The crossing of the red line: jihadists fire rocket into Israel

From The Telegraph U.K.

Israel targeted by Gaza rockets as Ashton visits

Palestinian militants fired a rocket from the Gaza Strip into a kibbutz in southern Israel, killing a Thai worker, while EU foreign policy chief Catherine Ashton was on an hours-long visit to the area.

Published: 1:08PM GMT 18 Mar 2010

Rocket in Gaza

Palestinian protesters take cover from tear gas fired by Israeli forces in the West Bank of Hebron on March 18 Photo: EPA

The rocket was launched into Israel from the Gaza Strip, killing a Thai agricultural worker, while Baroness Ashton was visiting the Hamas-controlled enclave.

It was the first strike from the territory to cause any fatalities since the end in January 2009 of Israel’s Gaza war.

An hour before the attack, the EU’s top diplomat Catherine Ashton crossed into the Gaza Strip to tour UN facilities and see how the international funding was being used.

At a Gaza news conference after the attack, Baroness Ashton said: “I condemn any kind of violence, we have got to find a peaceful solution to the issues and problems.”

UN Secretary General Ban Ki-moon also expressed his condemnation, saying in a statement: “All such acts of terror and violence against civilians are totally unacceptable and contrary to international law.”

An unknown Gaza group, Ansar al-Sunna, claimed responsibility for the attack – launched a day before the international Quartet of Middle East peace mediators was to meet in Moscow to discuss ways to revive Israeli-Palestinian talks.

Similar strikes since the Gaza war have been met by Israeli air raids against militants or suspected weapons-producing facilities, but the death of the Thai worker, in Netiv Ha’asara, an agricultural community, may harden Israel’s response.

“This is a crossing of the red line, which Israel cannot accept.

“The Israeli response will be appropriate. It will be strong,” Vice Prime Minister Silvan Shalom said.

The Gazan group responsible for the attack, Ansar al-Sunna said in a statement: “The Jihadist mission came in response to the Zionist assaults against the Ibrahimi and al-Aqsa mosques and the continued Zionist aggression against our people in Jerusalem.”

It appeared to be referring to Israel’s national heritage plan to renovate holy sites, including the West Bank town of Hebron’s Tomb of the Patriarchs that is revered by Muslims and Jews, and the rededication this week of an 18th-century synagogue in Jerusalem, some 400 yards from al-Aqsa.

In a statement on the rocket attack, Hamas steered clear of comments that could be seen by Palestinians in the Israeli-blockaded Gaza Strip as disapproving of a strike against its enemy, even while the strike strained an informal truce.

“The government of the Zionist enemy, which has launched a war against the Palestinian people and against holy sites and al-Aqsa mosque, bears the responsibility for all the escalation,” Hamas spokesman Fawzi Barhoum said.

At Hamas’s urging, Palestinians in the occupied West Bank and East Jerusalem mounted stone-throwing protests this week after Israel reconsecrated the Hurva synagogue in Jerusalem’s walled Old City.

Palestinian militants in Gaza have been carrying out sporadic rocket and mortar bomb attacks on Israel since the end of the December 2008-January 2009 Gaza war, usually without causing any casualties.

The number of such strikes has dropped dramatically since the Israeli campaign ended.

2 Replies to “The crossing of the red line: jihadists fire rocket into Israel”

  1. OK. So Gazanians fire a rocket into Israel, killing a random person at a kibbutz, and the photo the guardian chooses is one of Israelis firing tear gas onto (presumably) rioting Gazanians. Why that photo? Why not one of the damage the rocket did? Why do the Gazanians have to be made into the victims whenever they commit a horrific act of terrorism?

  2. I would suppose they chose this particular photo for the same reason they describe these Gazanians as militants instead of terrorists.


-- What you are asked to do --
Give back the entries below verbatim.
▼▼▼
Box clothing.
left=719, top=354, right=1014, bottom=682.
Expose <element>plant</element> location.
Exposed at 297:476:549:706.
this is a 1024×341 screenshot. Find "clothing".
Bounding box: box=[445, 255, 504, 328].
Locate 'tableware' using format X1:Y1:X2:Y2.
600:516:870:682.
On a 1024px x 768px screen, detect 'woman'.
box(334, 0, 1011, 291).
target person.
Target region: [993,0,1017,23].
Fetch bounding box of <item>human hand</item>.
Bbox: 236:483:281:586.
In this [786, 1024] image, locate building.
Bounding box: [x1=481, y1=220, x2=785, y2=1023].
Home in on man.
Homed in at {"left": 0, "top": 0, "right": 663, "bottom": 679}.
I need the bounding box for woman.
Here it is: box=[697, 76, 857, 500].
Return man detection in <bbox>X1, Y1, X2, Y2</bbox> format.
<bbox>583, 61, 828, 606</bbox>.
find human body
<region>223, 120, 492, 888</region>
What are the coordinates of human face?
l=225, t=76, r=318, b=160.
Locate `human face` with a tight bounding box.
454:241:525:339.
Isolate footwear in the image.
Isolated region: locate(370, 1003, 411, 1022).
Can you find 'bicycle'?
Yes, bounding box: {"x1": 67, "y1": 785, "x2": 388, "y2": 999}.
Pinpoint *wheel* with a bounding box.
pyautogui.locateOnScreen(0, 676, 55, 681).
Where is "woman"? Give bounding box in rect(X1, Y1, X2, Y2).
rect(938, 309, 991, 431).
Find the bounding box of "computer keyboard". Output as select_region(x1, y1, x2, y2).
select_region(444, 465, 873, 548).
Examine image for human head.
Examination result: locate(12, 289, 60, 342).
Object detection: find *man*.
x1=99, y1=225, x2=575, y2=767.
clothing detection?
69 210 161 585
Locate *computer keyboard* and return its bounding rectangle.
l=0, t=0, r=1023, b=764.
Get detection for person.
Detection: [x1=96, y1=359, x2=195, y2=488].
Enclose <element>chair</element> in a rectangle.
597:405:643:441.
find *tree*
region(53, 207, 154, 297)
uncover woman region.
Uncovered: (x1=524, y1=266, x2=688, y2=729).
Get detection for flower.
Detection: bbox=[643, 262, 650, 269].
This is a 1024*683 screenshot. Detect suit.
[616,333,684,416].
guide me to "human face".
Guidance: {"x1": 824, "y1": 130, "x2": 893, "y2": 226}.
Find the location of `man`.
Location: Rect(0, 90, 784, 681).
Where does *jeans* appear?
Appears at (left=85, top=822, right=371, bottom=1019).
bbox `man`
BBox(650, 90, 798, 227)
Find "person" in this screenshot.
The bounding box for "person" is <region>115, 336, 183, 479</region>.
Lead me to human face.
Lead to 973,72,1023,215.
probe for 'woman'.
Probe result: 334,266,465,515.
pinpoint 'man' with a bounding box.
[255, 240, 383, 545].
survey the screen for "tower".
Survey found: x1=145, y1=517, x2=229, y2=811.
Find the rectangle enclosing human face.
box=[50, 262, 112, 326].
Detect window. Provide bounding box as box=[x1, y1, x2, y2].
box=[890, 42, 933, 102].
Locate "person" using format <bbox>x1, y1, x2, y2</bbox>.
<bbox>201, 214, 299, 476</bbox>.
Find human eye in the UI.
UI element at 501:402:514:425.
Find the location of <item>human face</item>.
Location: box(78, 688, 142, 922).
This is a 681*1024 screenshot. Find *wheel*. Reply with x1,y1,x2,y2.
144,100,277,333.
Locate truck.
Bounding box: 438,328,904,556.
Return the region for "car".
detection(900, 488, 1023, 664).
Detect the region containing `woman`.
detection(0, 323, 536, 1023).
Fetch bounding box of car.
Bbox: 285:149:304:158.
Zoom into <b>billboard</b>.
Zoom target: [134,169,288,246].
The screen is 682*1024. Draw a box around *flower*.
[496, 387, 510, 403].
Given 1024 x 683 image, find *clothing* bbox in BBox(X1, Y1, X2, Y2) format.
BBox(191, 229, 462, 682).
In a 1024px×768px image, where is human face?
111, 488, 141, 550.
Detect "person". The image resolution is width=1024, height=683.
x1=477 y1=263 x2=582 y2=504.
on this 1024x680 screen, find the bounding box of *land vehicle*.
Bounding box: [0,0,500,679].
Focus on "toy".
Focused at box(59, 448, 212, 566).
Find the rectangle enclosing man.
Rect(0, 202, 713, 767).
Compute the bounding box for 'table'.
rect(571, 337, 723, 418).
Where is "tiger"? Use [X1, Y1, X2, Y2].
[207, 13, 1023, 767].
▲▲▲
-- Written response --
Box clothing.
left=719, top=354, right=1014, bottom=682.
Expose <element>plant</element> location.
Exposed at 297:476:549:706.
this is a 1024×341 screenshot. Find "clothing".
Bounding box: box=[445, 255, 504, 328].
Locate 'tableware' using format X1:Y1:X2:Y2.
600:516:870:682.
On a 1024px x 768px screen, detect 'woman'.
box(334, 0, 1011, 291).
target person.
Target region: [993,0,1017,23].
Fetch bounding box of <item>human hand</item>.
Bbox: 236:483:281:586.
In this [786, 1024] image, locate building.
Bounding box: [x1=481, y1=220, x2=785, y2=1023].
Home in on man.
Homed in at {"left": 0, "top": 0, "right": 663, "bottom": 679}.
I need the bounding box for woman.
Here it is: box=[697, 76, 857, 500].
Return man detection in <bbox>X1, Y1, X2, Y2</bbox> format.
<bbox>583, 61, 828, 606</bbox>.
find human body
<region>223, 120, 492, 888</region>
What are the coordinates of human face?
l=225, t=76, r=318, b=160.
Locate `human face` with a tight bounding box.
454:241:525:339.
Isolate footwear in the image.
Isolated region: locate(370, 1003, 411, 1022).
Can you find 'bicycle'?
Yes, bounding box: {"x1": 67, "y1": 785, "x2": 388, "y2": 999}.
Pinpoint *wheel* with a bounding box.
pyautogui.locateOnScreen(0, 676, 55, 681).
Where is "woman"? Give bounding box in rect(X1, Y1, X2, Y2).
rect(938, 309, 991, 431).
Find the bounding box of "computer keyboard". Output as select_region(x1, y1, x2, y2).
select_region(444, 465, 873, 548).
Examine image for human head.
Examination result: locate(12, 289, 60, 342).
Object detection: find *man*.
x1=99, y1=225, x2=575, y2=767.
clothing detection?
69 210 161 585
Locate *computer keyboard* and return its bounding rectangle.
l=0, t=0, r=1023, b=764.
Get detection for person.
Detection: [x1=96, y1=359, x2=195, y2=488].
Enclose <element>chair</element> in a rectangle.
597:405:643:441.
find *tree*
region(53, 207, 154, 297)
uncover woman region.
Uncovered: (x1=524, y1=266, x2=688, y2=729).
Get detection for flower.
Detection: bbox=[643, 262, 650, 269].
This is a 1024*683 screenshot. Detect suit.
[616,333,684,416].
guide me to "human face".
Guidance: {"x1": 824, "y1": 130, "x2": 893, "y2": 226}.
Find the location of `man`.
Location: Rect(0, 90, 784, 681).
Where does *jeans* appear?
Appears at (left=85, top=822, right=371, bottom=1019).
bbox `man`
BBox(650, 90, 798, 227)
Find "person" in this screenshot.
The bounding box for "person" is <region>115, 336, 183, 479</region>.
Lead me to human face.
Lead to 973,72,1023,215.
probe for 'woman'.
Probe result: 334,266,465,515.
pinpoint 'man' with a bounding box.
[255, 240, 383, 545].
survey the screen for "tower".
Survey found: x1=145, y1=517, x2=229, y2=811.
Find the rectangle enclosing human face.
box=[50, 262, 112, 326].
Detect window. Provide bounding box as box=[x1, y1, x2, y2].
box=[890, 42, 933, 102].
Locate "person" using format <bbox>x1, y1, x2, y2</bbox>.
<bbox>201, 214, 299, 476</bbox>.
Find human eye in the UI.
UI element at 501:402:514:425.
Find the location of <item>human face</item>.
Location: box(78, 688, 142, 922).
This is a 681*1024 screenshot. Find *wheel*. Reply with x1,y1,x2,y2.
144,100,277,333.
Locate truck.
Bounding box: 438,328,904,556.
Return the region for "car".
detection(900, 488, 1023, 664).
Detect the region containing `woman`.
detection(0, 323, 536, 1023).
Fetch bounding box of car.
Bbox: 285:149:304:158.
Zoom into <b>billboard</b>.
Zoom target: [134,169,288,246].
The screen is 682*1024. Draw a box around *flower*.
[496, 387, 510, 403].
Given 1024 x 683 image, find *clothing* bbox in BBox(X1, Y1, X2, Y2) format.
BBox(191, 229, 462, 682).
In a 1024px×768px image, where is human face?
111, 488, 141, 550.
Detect "person". The image resolution is width=1024, height=683.
x1=477 y1=263 x2=582 y2=504.
on this 1024x680 screen, find the bounding box of *land vehicle*.
Bounding box: [0,0,500,679].
Focus on "toy".
Focused at box(59, 448, 212, 566).
Find the rectangle enclosing man.
Rect(0, 202, 713, 767).
Compute the bounding box for 'table'.
rect(571, 337, 723, 418).
Where is "tiger"? Use [X1, Y1, X2, Y2].
[207, 13, 1023, 767].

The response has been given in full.